Yes, this side of eternity, we often don’t understand why God allows difficult things in our lives that He could prevent. But the comfort Romans 8:28 gives me is this: I can look at the worst thing that has ever happened to me and say, “I’m a child of God. God promises me that somehow, He is going to use this very bad, horrific situation for great good in my life.” We can be assured that whatever difficulty He has allowed in our lives has been Father-filtered through His fingers of wisdom and love. That is the ultimate perspective-giver.
Does it require faith? Absolutely. But it is true.
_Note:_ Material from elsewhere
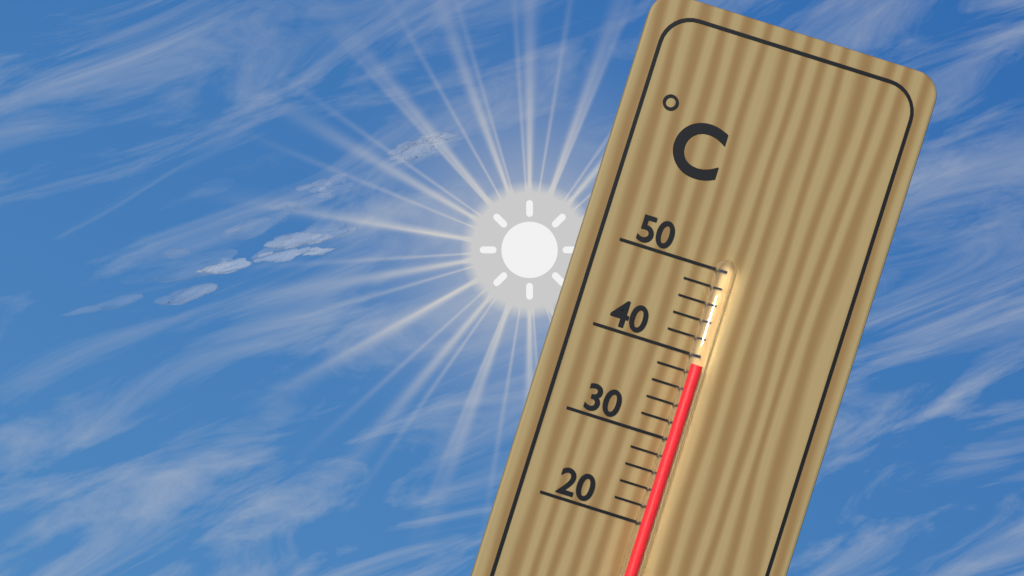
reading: 39 °C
We see it in a number of places in Scripture, including in Job’s life. We also profoundly see it in Joseph’s life. In Genesis 45 he tells his brothers, “Don’t be mad at yourselves.” Now, they did a truly horrible thing by betraying and selling him into slavery, probably at the young age of thirteen or fourteen.
Once Joseph confronts his brothers with his identity, he tells them to not be mad at themselves for what they did because it was really the sovereign God who sent him down to Egypt. One day, being Pharaoh’s right-hand-man, he could save countless lives (not only Egyptians, but also his own family—the race from which Messiah was going to come). Later his brothers think, “He’s going to kill us now. There’s no way he’s going to forgive us.” But he does! His forgiveness is based on the perspective he shares in Genesis 50:20, “You intended it for evil, but God intended it for good to save many lives” (emphasis added). If God did that in Joseph’s life, surely He does that in ours.
Jesus is the ultimate example of God bringing good out of the very bad. The worst thing in human history happened on a day we call Good Friday. Why don’t we call it “Bad Friday”? Because we see that God brought the best good in the universe out of the worst thing that ever happened. If God can do that in Jesus’ life and in Joseph’s life, can He do that in ours? Romans 8:28 says yes! Are we going to believe it?
He Owes Us No Apology
God is the source of all good and the standard by which good is measured. We may not like what God does, but we’re in no position to accuse Him of wrongdoing. Every breath He gives us—we who deserve immediate and eternal death—is a gift.
In his article “It Is Never Right to Be Angry with God”, John Piper writes,
Anger at sin is good (Mark 3:5), but anger at goodness is sin. That is why it is never right to be angry with God. He is always and only good, no matter how strange and painful his ways with us. Anger toward God signifies that he is bad or weak or cruel or foolish. None of those is true, and all of them dishonor him. Therefore it is never right to be angry at God. When Jonah and Job were angry with God, Jonah was rebuked by God (Jonah 4:9) and Job repented in dust and ashes (Job 42:6).
God owes us no apology; we owe Him many. If you’re waiting for God to say He’s sorry for the difficulty you’ve experienced in life, don’t hold your breath.
But if, on the other hand, you want to hear Him say He cares about you, and sympathizes with you for the pain you’ve had to endure, if you are downtrodden and brokenhearted, listen to what He says to His people:
As a father has compassion on his children,
so the LORD has compassion on those who fear him.
(Psalm 103:13)Can a mother forget the baby at her breast
and have no compassion on the child she has borne?
Though she may forget,
I will not forget you!
See, I have engraved you on the palms of my hands.
(Isaiah 49:15–16)
Psalm 13 begins, “How long, O LORD? Will you forget me forever? How long will you hide your face from me?” It ends, “But I trust in your unfailing love; my heart rejoices in your salvation. I will sing to the LORD, for he has been good to me” (verses 5–6). David travels a vast distance in a mere three verses (v. 2-4). Like him, we can feel the pain of the first four verses of Psalm 13, while affirming the truths of its last two.
May we too avoid the bitterness of anger toward God, and instead give Him the gift of our trust.